8) 📈 Valuations & Expectations

Valuation snapshot:

  • S&P 500 fwd P/E: 20.9x, above both the 5-year average of 19.9x and 10-year average of 18.9x.
  • Implication: The US is priced for strong earnings delivery; the UK remains cheaper but more value/cyclical-heavy.

Earnings expectations:

  • Next-year EPS growth: US c.21%
  • Revisions trend: US improving sharply during earnings season.
  • Beat-rate context: Q1 US earnings expectations have risen materially after mega-cap results.

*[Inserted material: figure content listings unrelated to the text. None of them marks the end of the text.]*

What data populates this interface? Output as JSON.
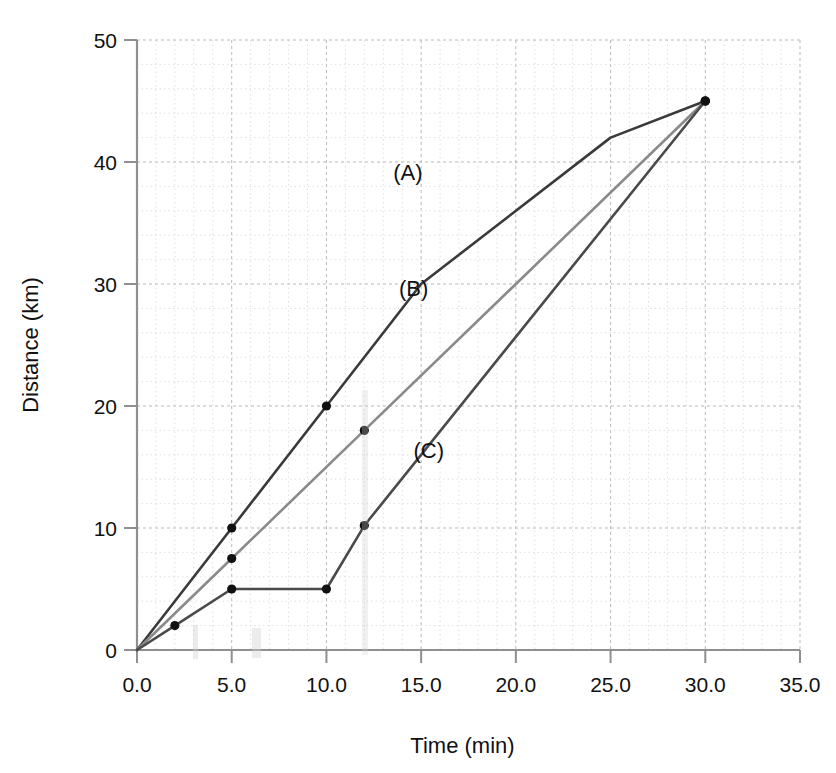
{
  "chart_data": {
    "type": "line",
    "title": "",
    "xlabel": "Time (min)",
    "ylabel": "Distance (km)",
    "xlim": [
      0,
      35
    ],
    "ylim": [
      0,
      50
    ],
    "x_ticks": [
      "0.0",
      "5.0",
      "10.0",
      "15.0",
      "20.0",
      "25.0",
      "30.0",
      "35.0"
    ],
    "x_tick_values": [
      0,
      5,
      10,
      15,
      20,
      25,
      30,
      35
    ],
    "y_ticks": [
      "0",
      "10",
      "20",
      "30",
      "40",
      "50"
    ],
    "y_tick_values": [
      0,
      10,
      20,
      30,
      40,
      50
    ],
    "x_minor_step": 1,
    "y_minor_step": 2,
    "grid": "dashed-minor-and-major",
    "legend": "inline-annotations",
    "series": [
      {
        "name": "(A)",
        "color": "#3a3a3a",
        "label_x": 14.3,
        "label_y": 38.5,
        "points": [
          {
            "x": 0,
            "y": 0
          },
          {
            "x": 5,
            "y": 10
          },
          {
            "x": 10,
            "y": 20
          },
          {
            "x": 15,
            "y": 30
          },
          {
            "x": 25,
            "y": 42
          },
          {
            "x": 30,
            "y": 45
          }
        ],
        "markers": [
          {
            "x": 5,
            "y": 10
          },
          {
            "x": 10,
            "y": 20
          },
          {
            "x": 30,
            "y": 45
          }
        ]
      },
      {
        "name": "(B)",
        "color": "#8a8a8a",
        "label_x": 14.6,
        "label_y": 29.0,
        "points": [
          {
            "x": 0,
            "y": 0
          },
          {
            "x": 5,
            "y": 7.5
          },
          {
            "x": 12,
            "y": 18
          },
          {
            "x": 30,
            "y": 45
          }
        ],
        "markers": [
          {
            "x": 5,
            "y": 7.5
          },
          {
            "x": 12,
            "y": 18
          },
          {
            "x": 30,
            "y": 45
          }
        ]
      },
      {
        "name": "(C)",
        "color": "#4a4a4a",
        "label_x": 15.4,
        "label_y": 15.7,
        "points": [
          {
            "x": 0,
            "y": 0
          },
          {
            "x": 2,
            "y": 2
          },
          {
            "x": 5,
            "y": 5
          },
          {
            "x": 10,
            "y": 5
          },
          {
            "x": 12,
            "y": 10.2
          },
          {
            "x": 30,
            "y": 45
          }
        ],
        "markers": [
          {
            "x": 2,
            "y": 2
          },
          {
            "x": 5,
            "y": 5
          },
          {
            "x": 10,
            "y": 5
          },
          {
            "x": 12,
            "y": 10.2
          },
          {
            "x": 30,
            "y": 45
          }
        ]
      }
    ],
    "annotations": [
      {
        "text": "(A)",
        "x": 14.3,
        "y": 38.5
      },
      {
        "text": "(B)",
        "x": 14.6,
        "y": 29.0
      },
      {
        "text": "(C)",
        "x": 15.4,
        "y": 15.7
      }
    ]
  }
}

9) 🗳️ Geopolitics & Wildcards

  • Event: US-Iran / Strait of Hormuz uncertainty.
    • Impact channel: Oil, shipping, inflation.
    • What to watch: Any reopening deal or renewed strikes.
    • Most sensitive assets: Brent, airlines, gilts, inflation-linked bonds. (Reuters)
  • Event: Oil above $100 for longer.
    • Impact channel: Inflation expectations and central-bank policy.
    • What to watch: Brent moving back toward $120.
    • Most sensitive assets: Gilts, consumer stocks, energy equities.
  • Event: US payrolls surprise.
    • Impact channel: Fed pricing, dollar, yields.
    • What to watch: Jobs, wages and unemployment together.
    • Most sensitive assets: US tech, Nasdaq, GBP/USD, Treasuries.

10) ⚡ The Bottom Line

  • If US payrolls are soft but not recessionary → then equities can extend the rally → watch S&P 500 breadth.
  • If wage growth or oil surprises higher → then yields rise and valuation pressure returns → watch US 10y near 4.4%.
  • If sterling keeps strengthening → then UK investors may see weaker GBP returns from unhedged global funds → watch GBP/USD around 1.36.

© Clearly Investments Ltd. Educational information only. This is not investment advice.